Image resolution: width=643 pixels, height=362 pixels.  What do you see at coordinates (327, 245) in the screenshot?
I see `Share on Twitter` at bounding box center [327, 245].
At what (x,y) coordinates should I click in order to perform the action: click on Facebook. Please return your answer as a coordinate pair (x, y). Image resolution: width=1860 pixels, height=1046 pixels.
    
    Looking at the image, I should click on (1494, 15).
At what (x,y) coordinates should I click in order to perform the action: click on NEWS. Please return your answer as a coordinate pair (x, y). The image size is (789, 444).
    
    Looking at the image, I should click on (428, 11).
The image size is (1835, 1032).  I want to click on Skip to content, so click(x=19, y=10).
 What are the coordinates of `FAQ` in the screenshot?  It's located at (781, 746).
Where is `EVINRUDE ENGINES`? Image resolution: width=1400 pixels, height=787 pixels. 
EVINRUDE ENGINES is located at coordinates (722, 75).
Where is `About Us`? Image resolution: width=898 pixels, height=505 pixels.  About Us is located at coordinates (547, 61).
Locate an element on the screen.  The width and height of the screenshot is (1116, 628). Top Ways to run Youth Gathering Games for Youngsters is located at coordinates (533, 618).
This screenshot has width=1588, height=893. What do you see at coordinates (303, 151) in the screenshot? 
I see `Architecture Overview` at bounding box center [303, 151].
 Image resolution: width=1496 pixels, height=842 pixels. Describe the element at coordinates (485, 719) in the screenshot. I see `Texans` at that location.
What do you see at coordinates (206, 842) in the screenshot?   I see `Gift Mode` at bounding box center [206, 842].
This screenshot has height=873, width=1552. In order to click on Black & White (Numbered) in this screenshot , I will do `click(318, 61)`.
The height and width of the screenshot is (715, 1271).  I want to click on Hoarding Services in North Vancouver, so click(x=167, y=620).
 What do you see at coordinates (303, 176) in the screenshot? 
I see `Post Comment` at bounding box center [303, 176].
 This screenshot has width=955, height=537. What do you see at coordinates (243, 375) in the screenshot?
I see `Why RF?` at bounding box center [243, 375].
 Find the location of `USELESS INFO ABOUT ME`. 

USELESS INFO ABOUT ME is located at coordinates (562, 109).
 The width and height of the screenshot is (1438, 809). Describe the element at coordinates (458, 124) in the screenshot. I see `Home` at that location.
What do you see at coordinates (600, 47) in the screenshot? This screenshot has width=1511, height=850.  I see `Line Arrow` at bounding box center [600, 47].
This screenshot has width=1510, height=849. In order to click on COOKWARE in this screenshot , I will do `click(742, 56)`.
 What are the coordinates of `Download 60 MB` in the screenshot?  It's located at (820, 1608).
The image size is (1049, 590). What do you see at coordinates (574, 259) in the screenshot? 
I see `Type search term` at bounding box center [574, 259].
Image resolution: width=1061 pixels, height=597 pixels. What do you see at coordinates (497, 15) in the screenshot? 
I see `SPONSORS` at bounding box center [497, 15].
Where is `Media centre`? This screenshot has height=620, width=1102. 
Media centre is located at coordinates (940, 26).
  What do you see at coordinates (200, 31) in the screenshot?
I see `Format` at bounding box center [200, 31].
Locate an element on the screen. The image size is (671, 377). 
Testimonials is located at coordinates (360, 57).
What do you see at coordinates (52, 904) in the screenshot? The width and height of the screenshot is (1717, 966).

WORK TASK: Search the material for the word "want" and copy every matching line.

EXERCISE RESULT:
The image size is (1835, 1032).  I want to click on Skip to content, so click(x=19, y=10).
The height and width of the screenshot is (715, 1271).  I want to click on Hoarding Services in North Vancouver, so click(x=167, y=620).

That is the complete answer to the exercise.